Mounir Fatmi

Marruecos


Was born in Tangiers, Morocco, in 1970. He spent his childhood at the flea market in the Casabarata district, one of the poorest neighborhoods in the city. An environment that multiplies waste and end-of-life items to excess. The artist later saw this childhood as his first artistic education and compared this flea market to a ruined museum or a barometer allowing him to understand society. He then questions his role as an artist in a society in crisis. From these visions will emerge the essential aspects of his artistic work.

Influenced by the idea of dead media and the collapse of industrial and consumerist civilization, he places the work of art between Archive and Archeology. Under the prism of the Language, Architecture and Machine trinity, he questions the obsolescence of materials such as antenna cables, old typewriters, photocopiers or VHS tapes. His artistic research constitutes the development of a thought on the history of technologies and their influences in popular culture. He studied at the School of Fine Arts in Casablanca, at the Fine Arts Academy in Rome and at the Rijksakademie in Amsterdam.

His work has been shown in numerous solo exhibitions across Europe, Asia and USA. His installations have been selected for well-known artistic events, including the 52nd, 54th and 57th Venice Biennale, part of the first pan-Arab exhibition The Future of a Promise, the 5th Gwangju Biennale and the 10th Lyon Biennale, the 10th and 11th African Biennale of Photography in Bamako and the 7th and 13th Dakar Biennale. He was awarded the Cairo Biennale Prize in 2010 and was shortlisted for the Jameel Prize of the Victoria & Albert Museum, London, in 2013.

He now works and lives between Palma de Mallorca and Tangier.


Your task.
Pictures must be dropped from the copy of the entries below; all else is returned exactly.

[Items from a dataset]
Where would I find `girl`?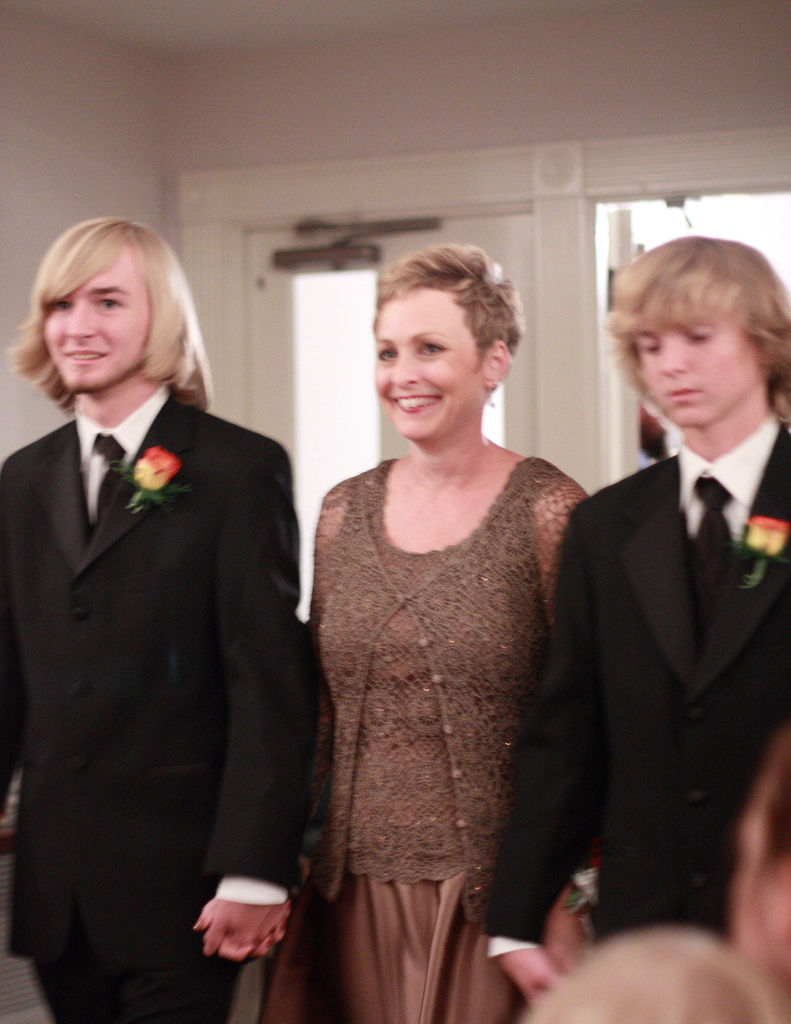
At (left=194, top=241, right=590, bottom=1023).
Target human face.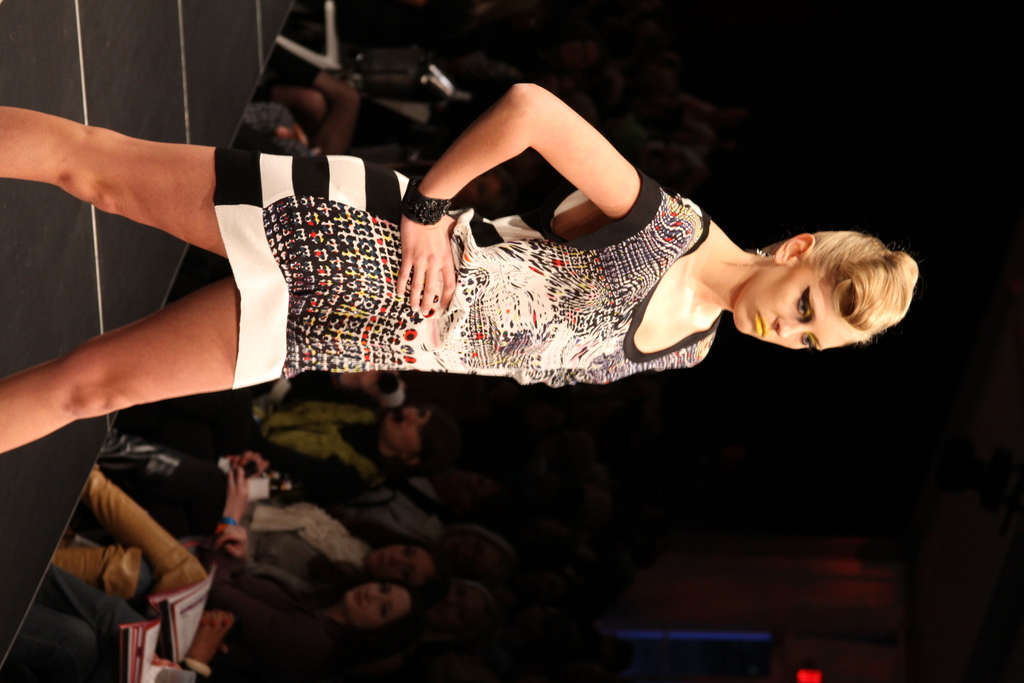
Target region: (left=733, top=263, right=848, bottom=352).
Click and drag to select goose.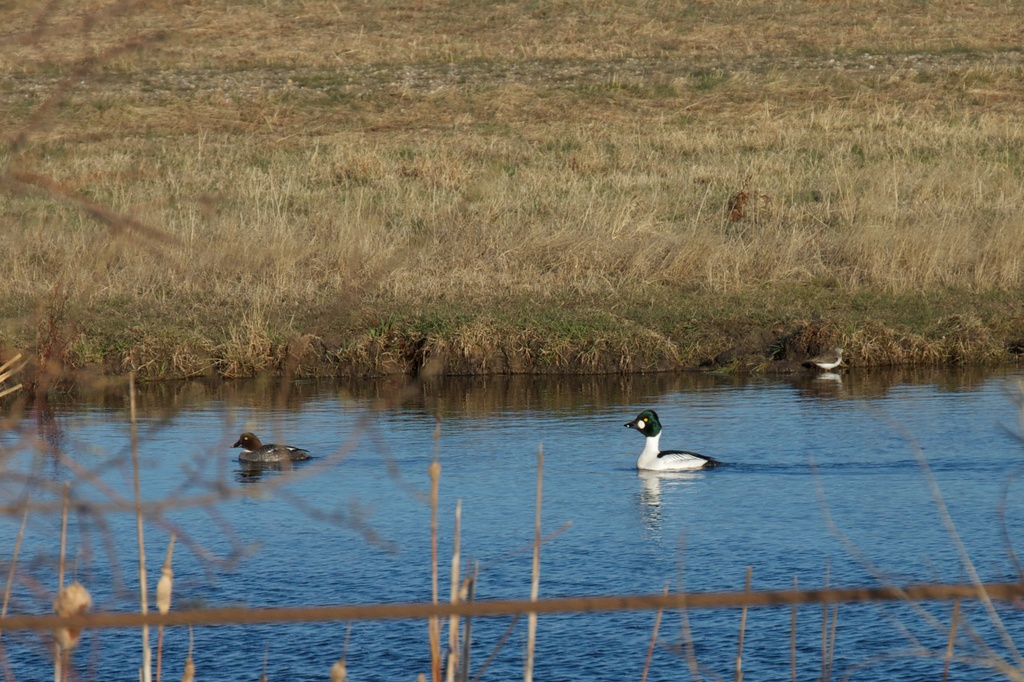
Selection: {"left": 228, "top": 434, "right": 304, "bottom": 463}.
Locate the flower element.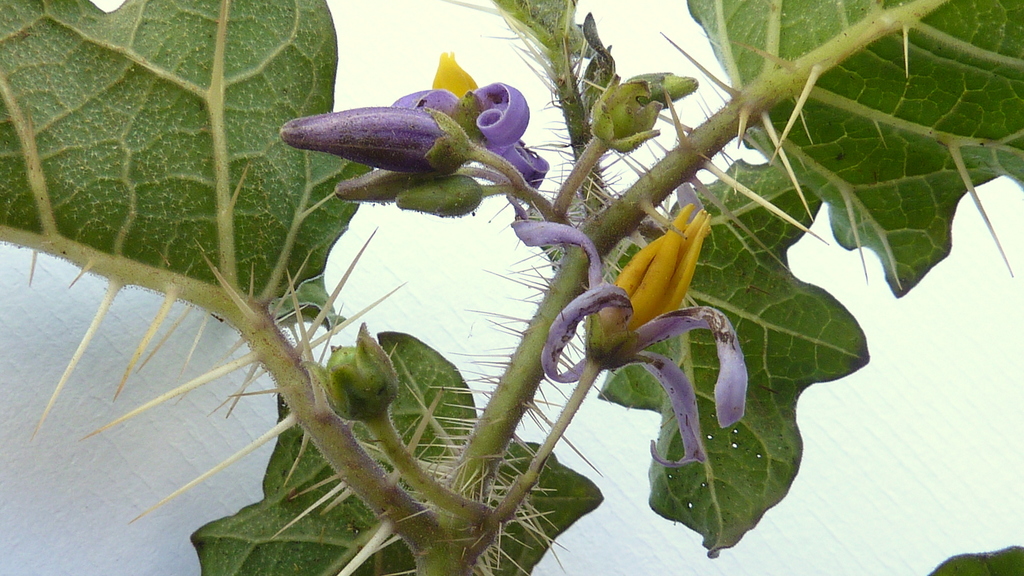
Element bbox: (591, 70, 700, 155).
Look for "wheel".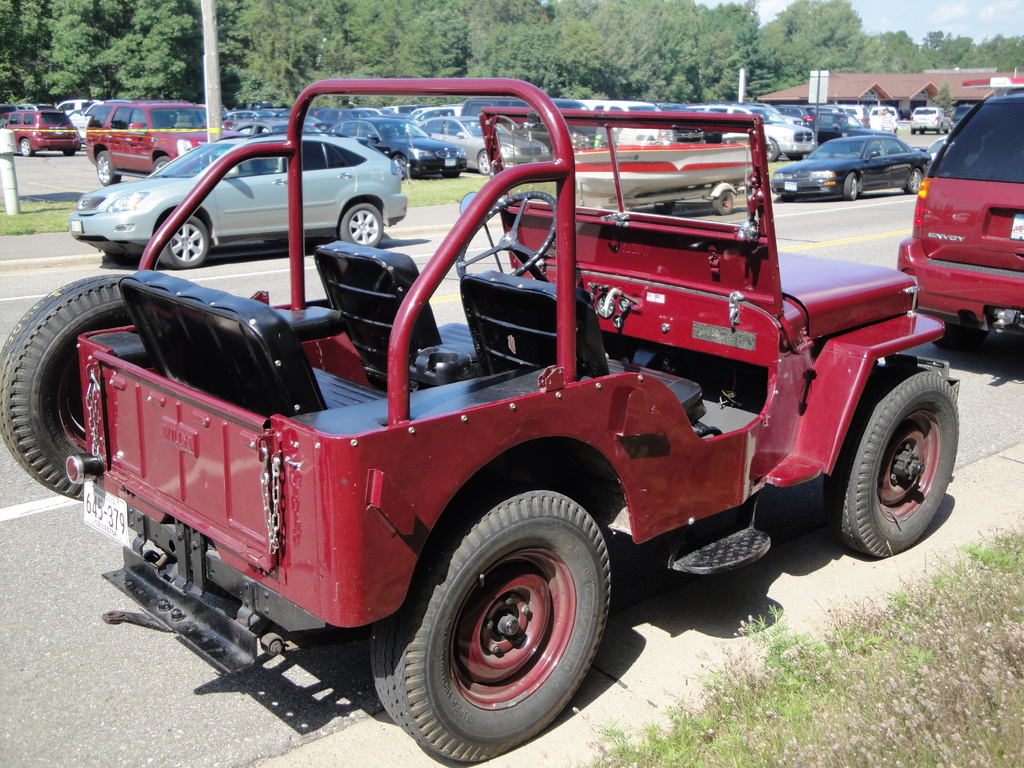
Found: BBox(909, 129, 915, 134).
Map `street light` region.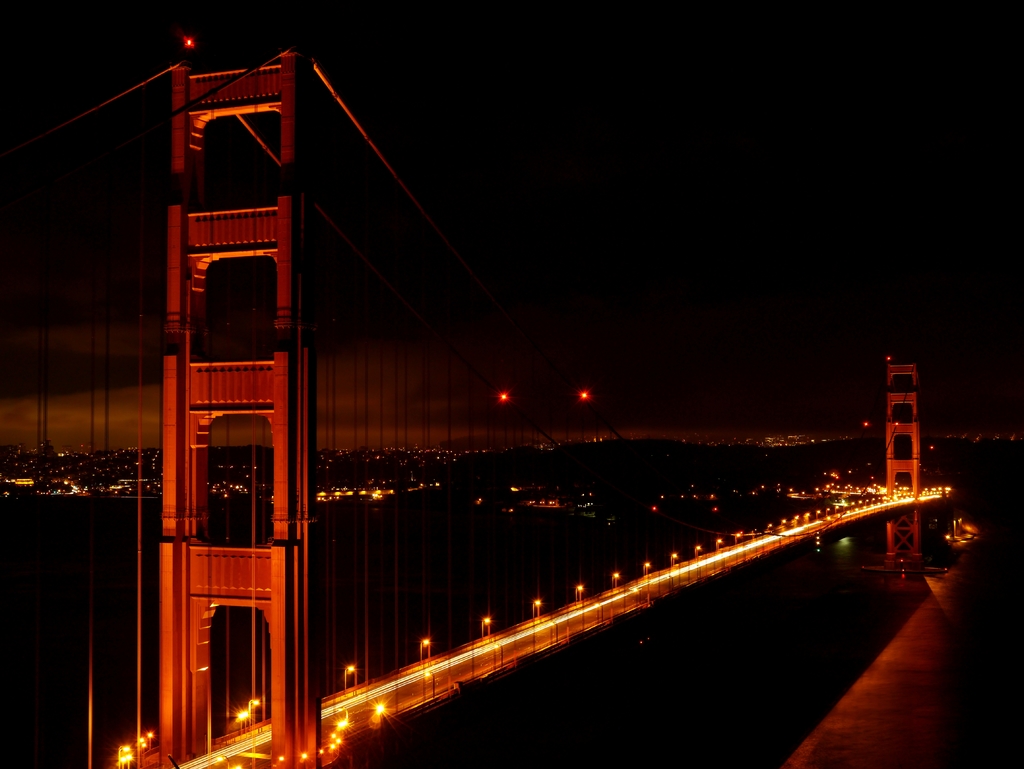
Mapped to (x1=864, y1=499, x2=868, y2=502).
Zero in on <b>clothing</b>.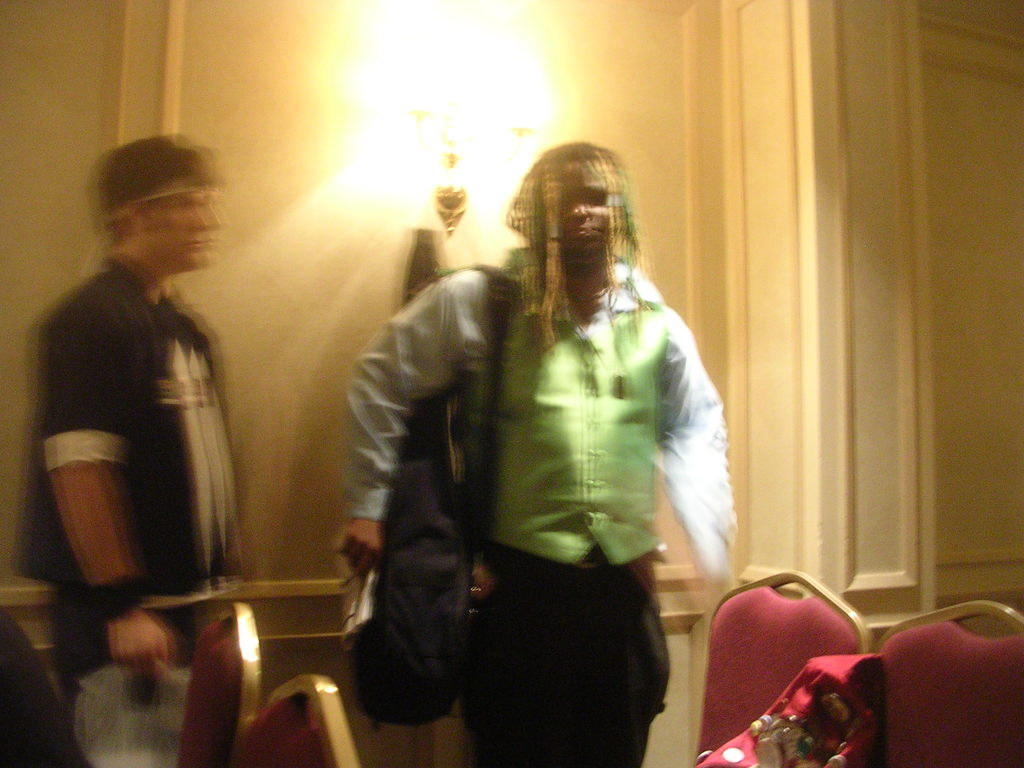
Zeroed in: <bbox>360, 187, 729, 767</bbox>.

Problem solution.
Where would I find `girl`?
At (left=194, top=241, right=590, bottom=1023).
Target human face.
Target region: (left=733, top=263, right=848, bottom=352).
Click and drag to select goose.
Selection: {"left": 228, "top": 434, "right": 304, "bottom": 463}.
Locate the flower element.
Element bbox: (591, 70, 700, 155).
Look for "wheel".
Found: BBox(909, 129, 915, 134).
Map `street light` region.
Mapped to (x1=864, y1=499, x2=868, y2=502).
Zero in on <b>clothing</b>.
Zeroed in: <bbox>360, 187, 729, 767</bbox>.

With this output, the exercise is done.